CHAPTER X. MARKED MONEY.
Mary had scarcely received from Aggie an account of Cassidy's
threatening invasion, when the maid announced that Mr. Irwin had
called.
"Show him in, in just two minutes," Mary directed.
"Who's the gink?" Aggie demanded, with that slangy diction which
was her habit.
"You ought to know," Mary returned, smiling a little. "He's the
lawyer retained by General Hastings in the matter of a certain
breach-of-promise suit."
"Oh, you mean yours truly," Aggie exclaimed, not in the least
abashed by her forgetfulness in an affair that concerned herself
so closely. "Hope he's brought the money. What about it?"
"Leave the room now," Mary ordered, crisply. "When I call to you,
come in, but be sure and leave everything to me. Merely follow
my lead. And, Agnes--be very ingenue."
"Oh, I'm wise--I'm wise," Aggie nodded, as she hurried out toward
her bedroom. "I'll be a squab--surest thing you know!"
Next moment, Mary gave a formal greeting to the lawyer who
represented the man she planned to mulct effectively, and invited
him to a chair near her, while she herself retained her place at
the desk, within a drawer of which she had just locked the
formidable-appearing document received from Harris.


Task prompt: Gather all lines in the data that hold the string "Redistributive".

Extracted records
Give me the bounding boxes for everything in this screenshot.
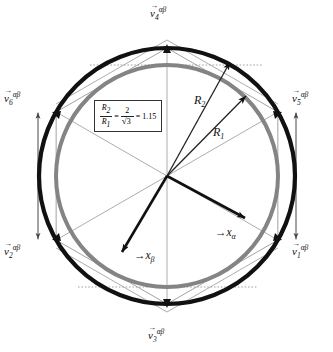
formula-value-fraction: 2 3 (121, 106, 134, 125)
vector-arrow-accent-v5: → (292, 87, 295, 95)
vector-label-v6-sup: αβ (13, 90, 21, 99)
ratio-formula-box: R2 R1 = 2 3 = 1.15 (94, 100, 162, 132)
vector-label-v2-sub: 2 (9, 251, 13, 260)
radius-r1-arrow (167, 96, 246, 176)
vector-label-v2: →v2αβ (4, 244, 20, 260)
vector-arrow-accent-v6: → (4, 87, 7, 95)
vector-label-v3-sub: 3 (153, 335, 157, 344)
formula-equals-1: = (114, 112, 119, 121)
dotted-tangent-lines (78, 65, 262, 287)
radius-r2-arrow (167, 62, 230, 176)
formula-equals-2: = (136, 112, 141, 121)
radius-label-r1: R1 (213, 126, 224, 141)
vector-label-v4-sub: 4 (155, 13, 159, 22)
x-beta-axis-arrow (122, 176, 167, 252)
vector-arrow-accent-v3: → (148, 324, 151, 332)
vector-arrow-accent-v2: → (4, 240, 7, 248)
vector-label-v4: →v4αβ (150, 6, 166, 22)
x-alpha-axis-arrow (167, 176, 245, 218)
radius-label-r1-sub: 1 (220, 132, 224, 141)
axis-label-x-alpha-sub: α (232, 232, 236, 241)
vector-label-v5-sub: 5 (297, 98, 301, 107)
vector-label-v2-sup: αβ (13, 243, 21, 252)
formula-r2-sub: 2 (107, 106, 111, 115)
vector-label-v3-sup: αβ (157, 327, 165, 336)
formula-numerator-2: 2 (125, 106, 129, 115)
vector-label-v6: →v6αβ (4, 91, 20, 107)
radius-label-r2: R2 (194, 94, 205, 109)
vector-label-v5-sup: αβ (301, 90, 309, 99)
vector-label-v4-sup: αβ (159, 5, 167, 14)
axis-label-x-alpha: →xα (215, 227, 236, 241)
axis-label-x-beta-sub: β (151, 255, 155, 264)
vector-label-v1-sup: αβ (301, 243, 309, 252)
radius-label-r2-sub: 2 (201, 100, 205, 109)
vector-label-v1-sub: 1 (297, 251, 301, 260)
vector-arrow-accent-v1: → (292, 240, 295, 248)
vector-arrow-accent-x-alpha: → (215, 226, 227, 238)
formula-r1-sub: 1 (107, 120, 111, 129)
vector-label-v5: →v5αβ (292, 91, 308, 107)
formula-radicand-3: 3 (126, 116, 132, 126)
vector-label-v6-sub: 6 (9, 98, 13, 107)
vector-arrow-accent-x-beta: → (134, 249, 146, 261)
vector-label-v3: →v3αβ (148, 328, 164, 344)
axis-label-x-beta: →xβ (134, 250, 155, 264)
figure-canvas (0, 0, 333, 352)
space-vector-hexagon-figure: →v4αβ →v5αβ →v1αβ →v3αβ →v2αβ →v6αβ R2 R… (0, 0, 333, 352)
vector-label-v1: →v1αβ (292, 244, 308, 260)
vector-arrow-accent-v4: → (150, 2, 153, 10)
formula-sqrt-3: 3 (123, 117, 132, 126)
formula-ratio-fraction: R2 R1 (100, 103, 113, 129)
formula-result-value: 1.15 (142, 112, 156, 121)
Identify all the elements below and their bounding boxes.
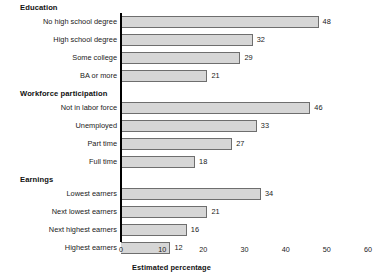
chart-row: Unemployed33 (0, 120, 379, 132)
bar-value-label: 33 (261, 120, 269, 132)
category-label: Full time (89, 156, 117, 168)
bar (121, 156, 195, 168)
value-axis-line (120, 13, 122, 242)
chart-row: Next highest earners16 (0, 224, 379, 236)
group-header: Workforce participation (20, 89, 107, 98)
bar-value-label: 18 (199, 156, 207, 168)
bar-value-label: 21 (211, 70, 219, 82)
chart-row: Part time27 (0, 138, 379, 150)
bar-value-label: 48 (323, 16, 331, 28)
bar-value-label: 21 (211, 206, 219, 218)
chart-row: Next lowest earners21 (0, 206, 379, 218)
category-label: Some college (72, 52, 117, 64)
x-tick-label: 10 (150, 245, 174, 254)
bar-value-label: 16 (191, 224, 199, 236)
bar-value-label: 34 (265, 188, 273, 200)
category-label: Next highest earners (49, 224, 117, 236)
category-label: No high school degree (43, 16, 117, 28)
chart-row: BA or more21 (0, 70, 379, 82)
chart-row: Lowest earners34 (0, 188, 379, 200)
x-tick-label: 50 (315, 245, 339, 254)
x-tick-label: 20 (191, 245, 215, 254)
bar (121, 70, 207, 82)
chart-row: Not in labor force46 (0, 102, 379, 114)
chart-row: Some college29 (0, 52, 379, 64)
x-tick-label: 30 (233, 245, 257, 254)
chart-row: No high school degree48 (0, 16, 379, 28)
bar (121, 138, 232, 150)
category-label: Not in labor force (61, 102, 117, 114)
category-label: BA or more (80, 70, 117, 82)
x-tick-label: 60 (356, 245, 379, 254)
x-tick-label: 0 (109, 245, 133, 254)
bar (121, 52, 240, 64)
x-axis-title-text: Estimated percentage (132, 263, 211, 272)
category-label: Lowest earners (66, 188, 117, 200)
bar (121, 102, 310, 114)
x-axis-baseline (121, 242, 368, 243)
bar-value-label: 29 (244, 52, 252, 64)
bar (121, 16, 319, 28)
chart-row: Full time18 (0, 156, 379, 168)
bar (121, 206, 207, 218)
bar-value-label: 12 (174, 242, 182, 254)
bar (121, 34, 253, 46)
bar (121, 120, 257, 132)
bar (121, 224, 187, 236)
category-label: High school degree (53, 34, 117, 46)
category-label: Unemployed (76, 120, 118, 132)
bar-chart: EducationNo high school degree48High sch… (0, 0, 379, 279)
bar-value-label: 32 (257, 34, 265, 46)
plot-area: EducationNo high school degree48High sch… (0, 0, 379, 279)
category-label: Next lowest earners (52, 206, 117, 218)
x-tick-label: 40 (274, 245, 298, 254)
bar-value-label: 46 (314, 102, 322, 114)
category-label: Part time (87, 138, 117, 150)
x-axis-title: Estimated percentage (0, 263, 379, 272)
group-header: Earnings (20, 175, 53, 184)
group-header: Education (20, 3, 58, 12)
bar-value-label: 27 (236, 138, 244, 150)
bar (121, 188, 261, 200)
chart-row: High school degree32 (0, 34, 379, 46)
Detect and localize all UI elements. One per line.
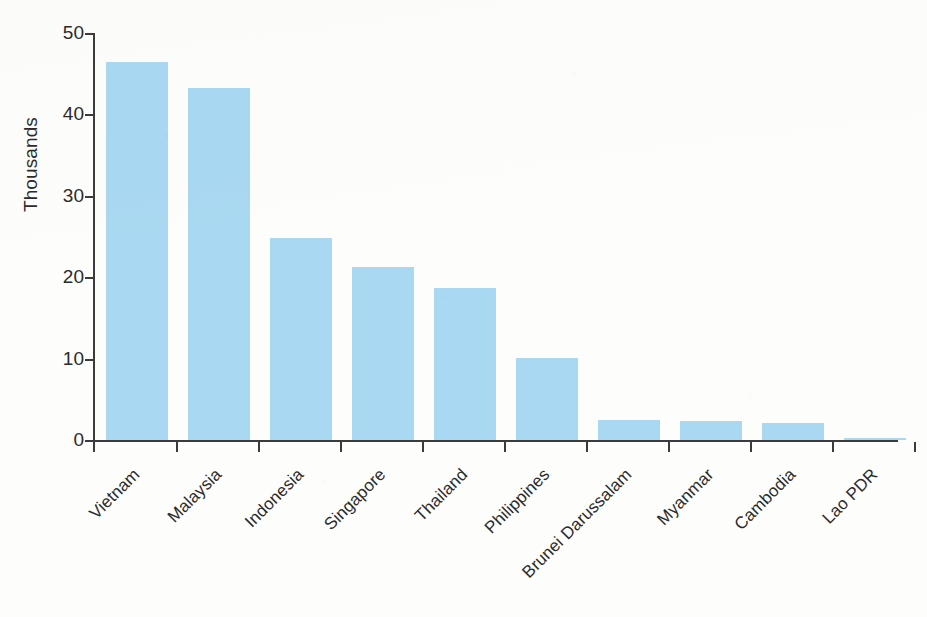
bar bbox=[106, 62, 168, 441]
bar bbox=[762, 423, 824, 440]
bar-series bbox=[0, 0, 927, 617]
bar bbox=[434, 288, 496, 440]
bar bbox=[270, 238, 332, 440]
bar-chart: Thousands 01020304050 VietnamMalaysiaInd… bbox=[0, 0, 927, 617]
bar bbox=[680, 421, 742, 440]
bar bbox=[844, 438, 906, 440]
bar bbox=[516, 358, 578, 440]
bar bbox=[188, 88, 250, 440]
bar bbox=[598, 420, 660, 440]
bar bbox=[352, 267, 414, 440]
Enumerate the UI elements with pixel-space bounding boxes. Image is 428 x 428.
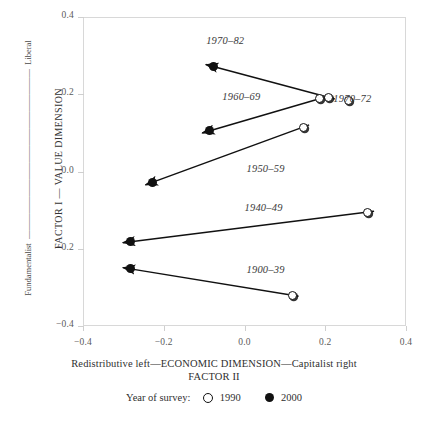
data-point-1990[interactable] [288,291,297,300]
y-axis-dash: ———————————————————— [23,67,33,241]
legend-label-2000: 2000 [281,392,302,403]
x-axis-title: Redistributive left—ECONOMIC DIMENSION—C… [0,358,428,383]
legend-marker-2000-icon [265,393,274,402]
y-axis-pole-top: Liberal [23,40,33,65]
x-tick-mark [83,326,84,331]
data-point-1990[interactable] [324,93,333,102]
cohort-label: 1950–59 [247,163,285,174]
x-tick-mark [406,326,407,331]
plot-area [83,17,406,326]
x-tick-mark [325,326,326,331]
cohort-label: 1960–69 [222,91,260,102]
scatter-chart-figure: 0.40.20.0−0.2−0.4−0.4−0.20.00.20.41970–8… [0,0,428,428]
x-tick-label: −0.4 [63,337,103,347]
cohort-label: 1970–82 [206,35,244,46]
data-point-1990[interactable] [363,208,372,217]
y-tick-mark [78,249,84,250]
x-tick-label: −0.2 [144,337,184,347]
x-tick-mark [164,326,165,331]
cohort-label: 1940–49 [245,202,283,213]
y-axis-pole-bottom: Fundamentalist [23,243,33,295]
x-axis-title-line1: Redistributive left—ECONOMIC DIMENSION—C… [0,358,428,371]
legend-title: Year of survey: [126,392,190,403]
y-tick-mark [78,17,84,18]
x-tick-label: 0.0 [225,337,265,347]
y-axis-title-outer: Fundamentalist ———————————————————— Libe… [23,18,33,318]
y-tick-mark [78,172,84,173]
data-point-2000[interactable] [209,62,218,71]
x-tick-label: 0.2 [305,337,345,347]
legend: Year of survey: 1990 2000 [0,391,428,403]
x-tick-mark [245,326,246,331]
data-point-2000[interactable] [126,237,135,246]
y-tick-label: −0.4 [40,319,74,329]
y-tick-mark [78,94,84,95]
cohort-label: 1900–39 [247,264,285,275]
x-tick-label: 0.4 [386,337,426,347]
legend-marker-1990-icon [203,393,213,403]
cohort-label: 1970–72 [333,93,371,104]
legend-label-1990: 1990 [220,392,241,403]
data-point-1990[interactable] [299,123,308,132]
y-axis-title-inner: FACTOR I — VALUE DIMENSION [53,19,64,319]
x-axis-title-line2: FACTOR II [0,371,428,384]
data-point-2000[interactable] [148,178,157,187]
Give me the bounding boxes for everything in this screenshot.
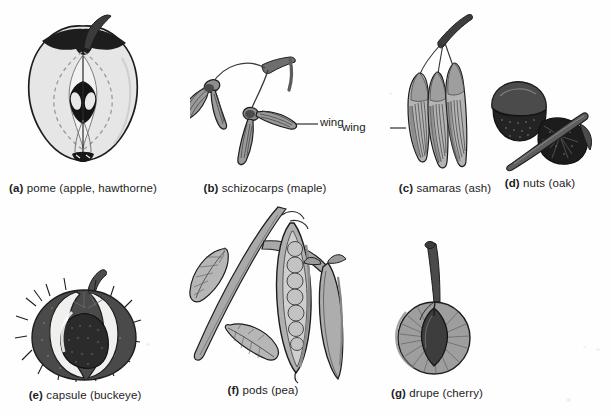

Solved problem:
x-axis-title: Redistributive left—ECONOMIC DIMENSION—C… [0,358,428,383]
x-axis-title-line1: Redistributive left—ECONOMIC DIMENSION—C… [0,358,428,371]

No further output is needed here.